LIVIGNO, Italy — The ones who know, they’ll talk about the words for a long time. Yet, if you didn’t know better – and let’s be honest, most of us would not – they’d sound like some complicated play call an NFL quarterback relays in the huddle:
Left nose butter triple cork 2160 safety.
In freestyle skiing, this is known by another term: Progression.
A new move. A trick so deliciously enticing that Team USA’s Mac Forehand raised both arms and stood with his mouth agape when he landed it cleanly, floored that he’d been able to pull it off at all, much less with an Olympic gold medal on the line. He’d never even practiced it before, he said afterward.
“The nose butter triple 21 has never been done before,” Forehand said. “It was the first night that it has been done – ever. Not even just in contests, I think. Ever.”
Um … ever?
That’s awfully good, right? Seriously, what could be better?
A right nose butter double bio 1620 safety, evidently.
So it was in a snowy freeski men’s big air at Livigno Snow Park. It was one for the ages, right down to the final instant. Norway’s Tormod Frostad one-upped Forehand’s 98.25, getting a 98.50 on his final run to pull ahead of Forehand for good and for gold, winning this stunning duel where neither posted a score worse than a 95 in three attempts.
Truly, neither deserved to lose.
“I think I’m just being biased because he’s American,” said teammate Troy Podmilsak, who barely missed the podium in fourth, “but I really wanted to see (Forehand) on the top spot. I thought maybe he did deserve the top spot. But, I mean, I’m not a judge. And I’m not trying to take anything away from Tormod, either. He skied great.”
Going by the scores, this was the best big air event freestyle skiing has experienced. The judges certainly thought so from their vantage points. Of the 36 scores awarded to the 12 finalists’ three runs, a whopping 15 were 90-plus.
Which was a little surprising, given what had come down in Livigno in the 48 hours leading up the event: Snow!
So much snow. Call it a foot, 18 inches even. The snow just kept falling, and that continued all the way through this event, which went on as planned on a day when everything else on Livigno’s Olympic schedule was postponed by the weather.
Once this big air event started? Outstanding.
Podmilsak was good enough to have a shot to win. He counted scores of 94.00 and 90.50. Fifth-place Konnor Ralph, another American, had a 91.50. Norway’s Birk Ruud, who finished eighth, opened with a 95.00.
The judges perhaps backed themselves into a corner by awarding so many high scores early.
There wasn’t much room to improve.
But wasn’t this the awesomeness you want from an Olympic competition? For the top contenders to push themselves and redefine the sport’s limits in order to win?
Forehand said it was “terrifying” to stand atop the ramp before his final attempt and plan a trick he’d never done before – no one else either. “You don’t really know how it’s going to work,” he said.
What Forehand did was special, and it’s easy to just look at numbers and see “2160” for him and “1620” for Frostad and assume Forehand’s should have been rated as more difficult, because he rotated more.
But, as Forehand explained, it isn’t that simple.
“His tricks aren’t a lot of rotating and a lot of spinning,” Forehand said of Frostad. “… But the way he does it and the approach on takeoff is so unique and so different. I don’t think anyone has ever done (his) two tricks, either, before. It’s cool to see that, and it’s good for our sport. We can only spin so much.”
“It’s the worst job to be a judge,” said Ralph, Forehand’s U.S. teammate. “… How do you decide what’s harder when you’ve never done anything?’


■ Task to complete: Across the listing below, how many lines have the word "blue" in them? Provide only the number.

-- Opening Marker --

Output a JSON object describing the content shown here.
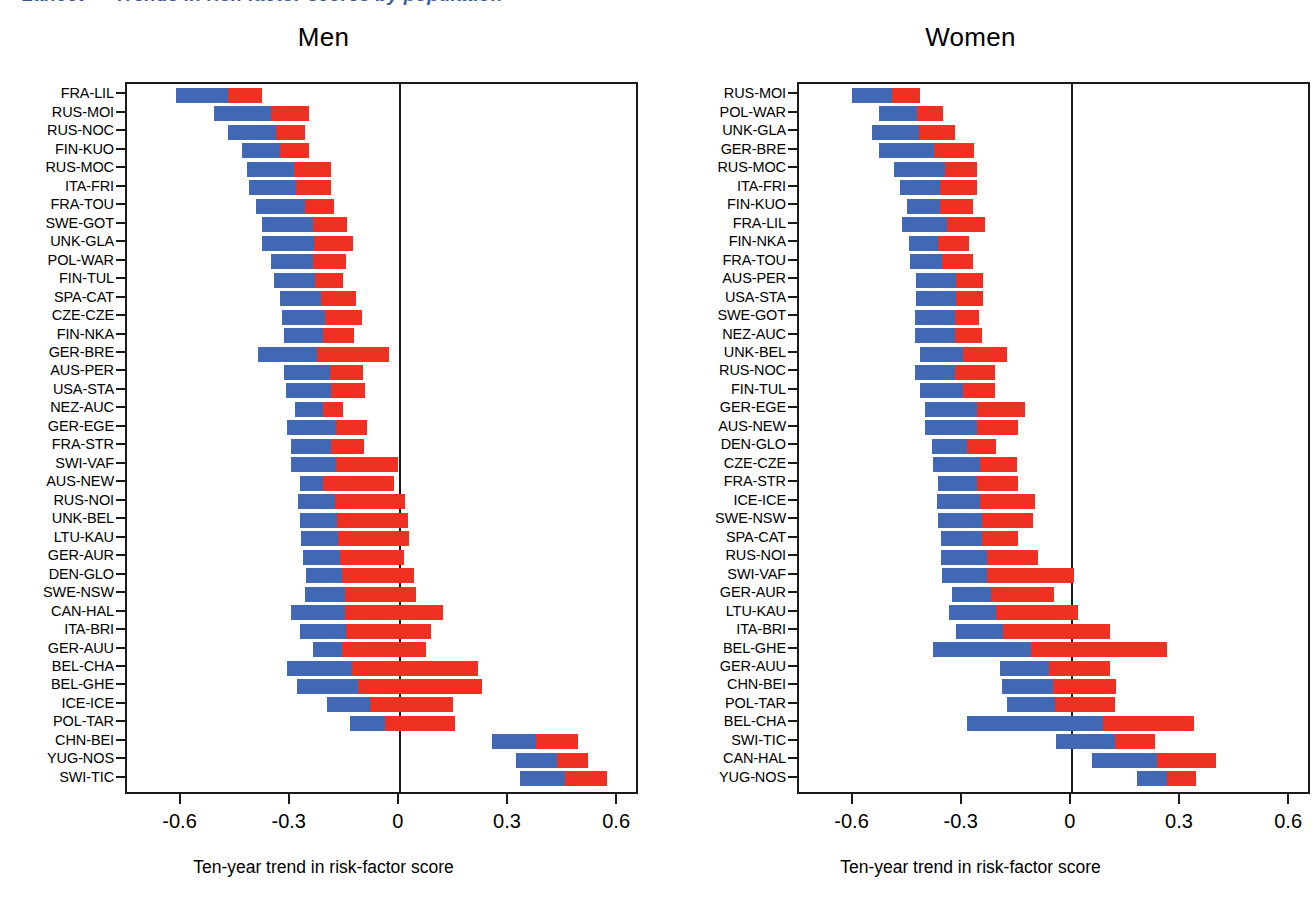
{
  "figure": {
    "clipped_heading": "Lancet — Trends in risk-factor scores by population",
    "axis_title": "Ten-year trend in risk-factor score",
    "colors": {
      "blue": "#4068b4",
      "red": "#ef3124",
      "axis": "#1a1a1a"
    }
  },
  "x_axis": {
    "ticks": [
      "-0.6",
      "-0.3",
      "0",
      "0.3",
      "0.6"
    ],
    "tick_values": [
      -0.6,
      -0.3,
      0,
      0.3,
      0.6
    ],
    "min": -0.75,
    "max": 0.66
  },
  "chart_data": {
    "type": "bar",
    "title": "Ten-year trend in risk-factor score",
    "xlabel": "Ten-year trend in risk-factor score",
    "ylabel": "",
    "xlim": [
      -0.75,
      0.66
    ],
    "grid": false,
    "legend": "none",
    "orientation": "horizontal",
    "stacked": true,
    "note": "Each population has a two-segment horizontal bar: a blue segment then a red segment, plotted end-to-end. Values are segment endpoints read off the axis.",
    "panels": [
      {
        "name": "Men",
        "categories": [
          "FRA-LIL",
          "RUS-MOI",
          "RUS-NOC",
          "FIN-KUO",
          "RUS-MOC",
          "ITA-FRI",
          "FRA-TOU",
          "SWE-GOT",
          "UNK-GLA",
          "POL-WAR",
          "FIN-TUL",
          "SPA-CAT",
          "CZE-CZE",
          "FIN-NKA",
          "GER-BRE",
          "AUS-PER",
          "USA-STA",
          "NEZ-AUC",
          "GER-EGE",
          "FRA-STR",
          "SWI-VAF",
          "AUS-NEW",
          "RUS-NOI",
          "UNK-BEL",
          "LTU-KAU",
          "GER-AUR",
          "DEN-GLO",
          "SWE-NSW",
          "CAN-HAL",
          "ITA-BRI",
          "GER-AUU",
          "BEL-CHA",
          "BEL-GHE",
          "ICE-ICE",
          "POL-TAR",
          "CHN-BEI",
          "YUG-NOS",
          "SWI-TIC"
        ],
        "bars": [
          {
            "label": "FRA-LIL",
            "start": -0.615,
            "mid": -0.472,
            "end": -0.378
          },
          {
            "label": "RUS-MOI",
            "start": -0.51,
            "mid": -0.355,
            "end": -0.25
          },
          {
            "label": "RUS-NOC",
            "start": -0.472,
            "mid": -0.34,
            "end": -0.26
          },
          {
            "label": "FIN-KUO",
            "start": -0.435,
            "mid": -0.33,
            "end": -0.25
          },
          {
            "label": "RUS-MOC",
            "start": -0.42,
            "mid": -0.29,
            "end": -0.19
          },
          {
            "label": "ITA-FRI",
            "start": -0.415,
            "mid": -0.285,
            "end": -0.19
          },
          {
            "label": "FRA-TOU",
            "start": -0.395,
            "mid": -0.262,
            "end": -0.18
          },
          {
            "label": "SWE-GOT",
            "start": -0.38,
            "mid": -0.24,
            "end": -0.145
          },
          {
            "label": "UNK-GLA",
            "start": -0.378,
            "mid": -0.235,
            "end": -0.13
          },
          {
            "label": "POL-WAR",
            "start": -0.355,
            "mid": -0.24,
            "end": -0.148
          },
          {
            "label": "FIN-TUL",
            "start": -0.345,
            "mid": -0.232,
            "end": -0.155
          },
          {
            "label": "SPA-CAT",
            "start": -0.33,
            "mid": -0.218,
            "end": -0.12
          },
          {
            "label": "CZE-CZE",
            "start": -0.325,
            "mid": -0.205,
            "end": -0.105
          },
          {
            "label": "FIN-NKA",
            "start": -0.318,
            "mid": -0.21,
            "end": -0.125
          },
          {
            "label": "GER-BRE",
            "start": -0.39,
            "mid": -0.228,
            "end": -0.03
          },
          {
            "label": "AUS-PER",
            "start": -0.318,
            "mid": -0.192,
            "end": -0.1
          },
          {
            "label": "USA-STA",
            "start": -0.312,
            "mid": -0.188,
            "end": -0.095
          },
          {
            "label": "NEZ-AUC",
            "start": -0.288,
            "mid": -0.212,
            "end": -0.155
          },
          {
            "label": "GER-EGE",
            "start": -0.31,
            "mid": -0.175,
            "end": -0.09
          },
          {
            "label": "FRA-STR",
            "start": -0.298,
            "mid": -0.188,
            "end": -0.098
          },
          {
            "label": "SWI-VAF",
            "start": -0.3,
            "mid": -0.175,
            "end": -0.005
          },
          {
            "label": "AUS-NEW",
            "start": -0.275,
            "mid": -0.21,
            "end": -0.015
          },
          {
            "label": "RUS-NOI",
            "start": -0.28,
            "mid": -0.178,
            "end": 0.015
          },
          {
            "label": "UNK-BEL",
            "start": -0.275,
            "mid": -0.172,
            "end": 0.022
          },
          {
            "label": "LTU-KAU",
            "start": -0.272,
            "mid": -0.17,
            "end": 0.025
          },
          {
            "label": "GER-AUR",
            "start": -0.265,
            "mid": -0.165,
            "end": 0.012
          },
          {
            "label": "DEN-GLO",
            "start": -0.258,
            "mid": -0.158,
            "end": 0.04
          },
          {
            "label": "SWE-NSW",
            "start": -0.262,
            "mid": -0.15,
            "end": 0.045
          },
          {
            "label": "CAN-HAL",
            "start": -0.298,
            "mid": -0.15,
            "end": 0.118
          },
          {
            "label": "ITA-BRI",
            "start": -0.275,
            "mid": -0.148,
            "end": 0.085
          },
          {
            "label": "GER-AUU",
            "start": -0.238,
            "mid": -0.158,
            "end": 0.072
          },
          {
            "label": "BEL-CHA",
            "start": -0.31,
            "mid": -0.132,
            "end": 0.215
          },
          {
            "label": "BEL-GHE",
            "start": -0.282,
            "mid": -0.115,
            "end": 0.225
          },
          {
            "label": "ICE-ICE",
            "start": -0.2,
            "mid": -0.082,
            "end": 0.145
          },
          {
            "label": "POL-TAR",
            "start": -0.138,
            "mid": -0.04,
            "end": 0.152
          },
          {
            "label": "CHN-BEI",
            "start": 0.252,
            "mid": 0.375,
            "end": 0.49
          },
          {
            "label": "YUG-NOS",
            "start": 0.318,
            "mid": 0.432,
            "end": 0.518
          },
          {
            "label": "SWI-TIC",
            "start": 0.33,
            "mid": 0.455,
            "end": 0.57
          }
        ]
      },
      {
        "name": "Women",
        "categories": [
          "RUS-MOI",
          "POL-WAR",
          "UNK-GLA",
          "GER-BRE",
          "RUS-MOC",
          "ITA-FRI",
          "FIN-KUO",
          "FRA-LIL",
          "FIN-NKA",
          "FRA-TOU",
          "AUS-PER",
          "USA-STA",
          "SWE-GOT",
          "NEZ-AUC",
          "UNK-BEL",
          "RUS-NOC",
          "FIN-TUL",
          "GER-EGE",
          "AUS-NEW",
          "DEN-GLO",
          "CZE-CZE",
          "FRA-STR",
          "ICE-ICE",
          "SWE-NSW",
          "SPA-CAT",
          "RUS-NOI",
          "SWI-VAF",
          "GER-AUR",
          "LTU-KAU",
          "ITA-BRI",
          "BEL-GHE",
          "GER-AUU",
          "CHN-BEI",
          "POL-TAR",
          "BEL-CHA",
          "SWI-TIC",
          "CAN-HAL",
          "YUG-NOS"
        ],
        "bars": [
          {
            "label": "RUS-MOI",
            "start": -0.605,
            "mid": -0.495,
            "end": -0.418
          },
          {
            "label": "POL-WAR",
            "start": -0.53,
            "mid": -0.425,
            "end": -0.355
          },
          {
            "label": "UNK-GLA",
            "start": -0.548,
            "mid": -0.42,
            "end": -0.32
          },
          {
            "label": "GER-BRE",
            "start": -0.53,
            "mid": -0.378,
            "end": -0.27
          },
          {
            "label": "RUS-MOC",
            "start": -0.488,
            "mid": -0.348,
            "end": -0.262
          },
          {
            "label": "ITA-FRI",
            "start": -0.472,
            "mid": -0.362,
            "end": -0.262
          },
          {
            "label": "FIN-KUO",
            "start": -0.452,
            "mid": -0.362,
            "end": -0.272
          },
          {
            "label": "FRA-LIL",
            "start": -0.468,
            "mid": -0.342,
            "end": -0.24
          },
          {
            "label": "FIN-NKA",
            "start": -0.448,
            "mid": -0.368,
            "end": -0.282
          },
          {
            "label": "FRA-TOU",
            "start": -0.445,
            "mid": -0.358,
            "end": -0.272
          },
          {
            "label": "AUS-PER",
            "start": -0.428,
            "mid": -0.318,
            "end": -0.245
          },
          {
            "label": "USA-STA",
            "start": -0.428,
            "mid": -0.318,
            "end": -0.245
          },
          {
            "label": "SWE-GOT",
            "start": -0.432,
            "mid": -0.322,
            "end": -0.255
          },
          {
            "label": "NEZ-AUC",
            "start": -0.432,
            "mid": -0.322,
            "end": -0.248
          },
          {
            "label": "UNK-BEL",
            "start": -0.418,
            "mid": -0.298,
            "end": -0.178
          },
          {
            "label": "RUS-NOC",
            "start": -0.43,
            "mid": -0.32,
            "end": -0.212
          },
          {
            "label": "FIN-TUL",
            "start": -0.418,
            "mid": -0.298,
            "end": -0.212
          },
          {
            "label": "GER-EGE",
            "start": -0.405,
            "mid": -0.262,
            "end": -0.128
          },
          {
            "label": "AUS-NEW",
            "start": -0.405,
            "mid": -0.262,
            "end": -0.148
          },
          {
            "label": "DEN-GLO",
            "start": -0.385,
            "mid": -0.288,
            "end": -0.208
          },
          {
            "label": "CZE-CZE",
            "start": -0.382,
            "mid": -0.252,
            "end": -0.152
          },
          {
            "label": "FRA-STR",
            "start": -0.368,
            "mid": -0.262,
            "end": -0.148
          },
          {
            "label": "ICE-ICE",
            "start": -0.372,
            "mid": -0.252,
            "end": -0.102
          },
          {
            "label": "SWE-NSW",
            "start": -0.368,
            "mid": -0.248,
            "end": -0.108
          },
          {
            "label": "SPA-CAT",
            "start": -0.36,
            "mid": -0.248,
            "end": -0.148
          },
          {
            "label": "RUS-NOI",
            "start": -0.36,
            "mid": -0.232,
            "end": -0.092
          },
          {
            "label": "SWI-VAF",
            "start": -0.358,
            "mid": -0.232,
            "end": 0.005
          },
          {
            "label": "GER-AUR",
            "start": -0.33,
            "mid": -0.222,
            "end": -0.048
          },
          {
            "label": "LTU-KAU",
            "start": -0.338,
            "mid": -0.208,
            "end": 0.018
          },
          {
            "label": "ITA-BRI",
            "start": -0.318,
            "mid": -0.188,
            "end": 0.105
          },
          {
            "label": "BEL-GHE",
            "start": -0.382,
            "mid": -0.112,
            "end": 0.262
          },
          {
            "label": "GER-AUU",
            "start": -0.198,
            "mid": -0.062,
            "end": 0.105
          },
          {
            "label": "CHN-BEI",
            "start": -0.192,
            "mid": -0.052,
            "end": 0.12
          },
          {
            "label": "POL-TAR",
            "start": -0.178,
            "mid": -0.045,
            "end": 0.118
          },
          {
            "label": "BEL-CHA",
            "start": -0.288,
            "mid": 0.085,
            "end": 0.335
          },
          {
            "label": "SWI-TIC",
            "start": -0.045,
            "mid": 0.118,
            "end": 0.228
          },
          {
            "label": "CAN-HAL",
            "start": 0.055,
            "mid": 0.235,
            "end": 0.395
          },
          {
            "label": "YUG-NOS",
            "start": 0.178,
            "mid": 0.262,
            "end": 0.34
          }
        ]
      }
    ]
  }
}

-- Closing Marker --

■ Solution for this exercise: 2